Fernwood
Mile Zero Decaf
Mile Zero Decaf
About the Coffee
Mile Zero uses the Swiss Water Process, a chemical-free decaffeination method developed in Switzerland and now run out of British Columbia. Green coffee is soaked in a flavour-saturated solution called Green Coffee Extract, which pulls out caffeine molecules while leaving flavour compounds intact. The process removes 99.9% of caffeine without touching the beans with solvents like methylene chloride or ethyl acetate.
Fernwood selects Peruvian coffees specifically for this decaf, choosing beans that bring natural sweetness and balance to the cup. Peru's high-altitude growing regions produce coffees with clean profiles and enough body to hold up through decaffeination. The result is a medium roast built for consistency, designed to work as an everyday decaf that tastes complete whether you're brewing it at 6 AM or 9 PM.
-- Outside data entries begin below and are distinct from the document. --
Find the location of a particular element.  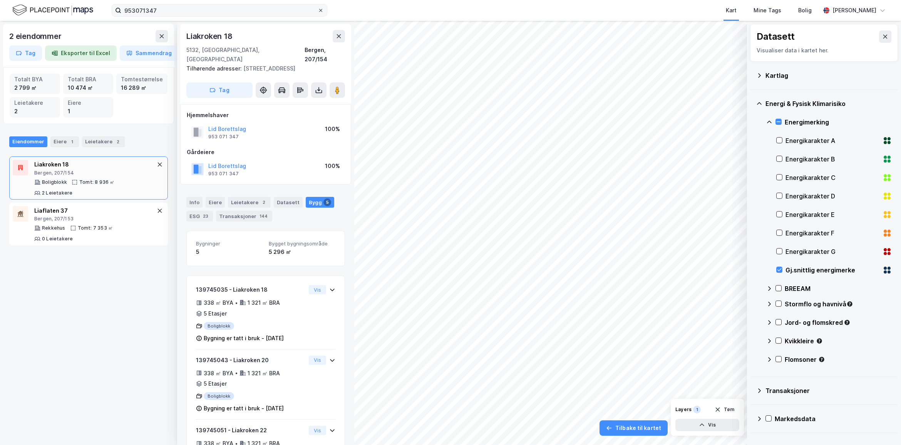

input: Søk på adresse, matrikkel, gårdeiere, leietakere eller personer is located at coordinates (219, 10). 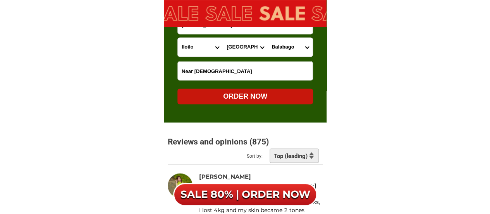 I want to click on div: ORDER NOW, so click(x=245, y=96).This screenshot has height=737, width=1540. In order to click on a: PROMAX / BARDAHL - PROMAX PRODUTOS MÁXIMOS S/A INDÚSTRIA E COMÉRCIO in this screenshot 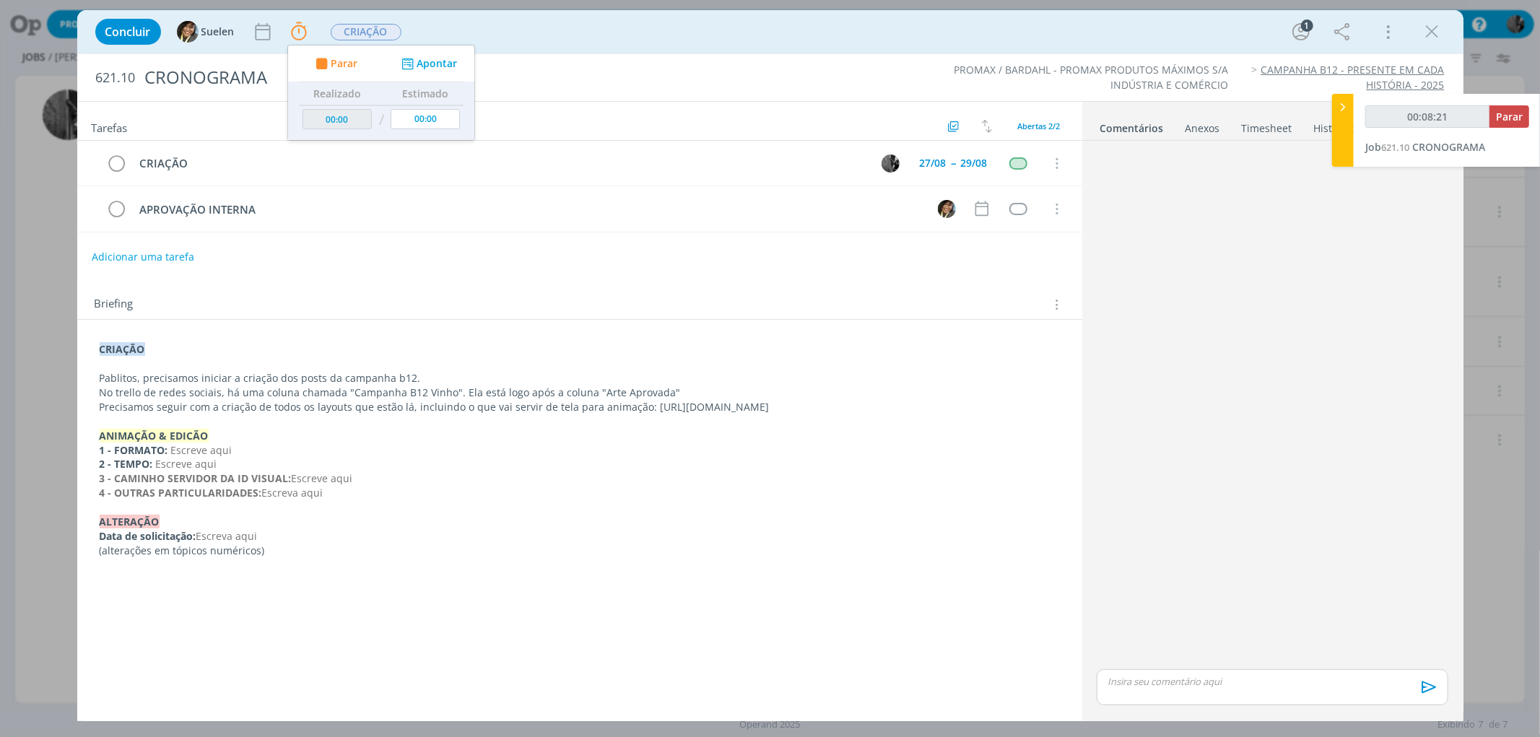, I will do `click(1091, 77)`.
The Swiss Water facility tests every batch to verify caffeine removal and flavour retention. It's a slower, more expensive process than chemical decaffeination, but it keeps the coffee clean and the flavour intact. For people who want decaf without compromise, it's the standard that matters.
About Fernwood
Ben and Terra started Fernwood in 2006 after leaving high-end restaurant work in their early thirties. They'd spent years in fast-paced kitchens with sharp knives and late nights, but when their son turned one, they bought a café with a roaster in the back and built a different kind of life. They brought the precision of restaurant work but kept the approach grounded, like neighbours rather than chefs.
In 2006, putting café-quality coffee on grocery shelves wasn't common in the Pacific Northwest. Ben and Terra did it anyway, roasting in one-pound batches with daily quality control and no warehouse shortcuts. They grew shelf by shelf, from local butcher shops to national grocers, from independent cafés to online subscriptions. The day their daughter Keiko was born, their first custom-printed bags arrived, quietly marking the start of something bigger.
Fernwood still roasts in Victoria, keeping the process close and relationships closer. They supply cafés, grocery stores, and people at home who want coffee that works on trailheads, road trips, or quiet mornings at the kitchen table. The approach hasn't changed: roast well, stay grounded, and make coffee that feels like home.
"Fernwood is a roaster you'll see all over Reddit as being one of BC's best. I asked to try their coffee, and now I get what all the hype is about. I bought a few extra bags of Manos al Grano for my stash at home."
- Dean, Director of Coffee
One bag should yield 18 double espressos or 15 cups of filter coffee. If you find you need less or more, you can manage your subscription.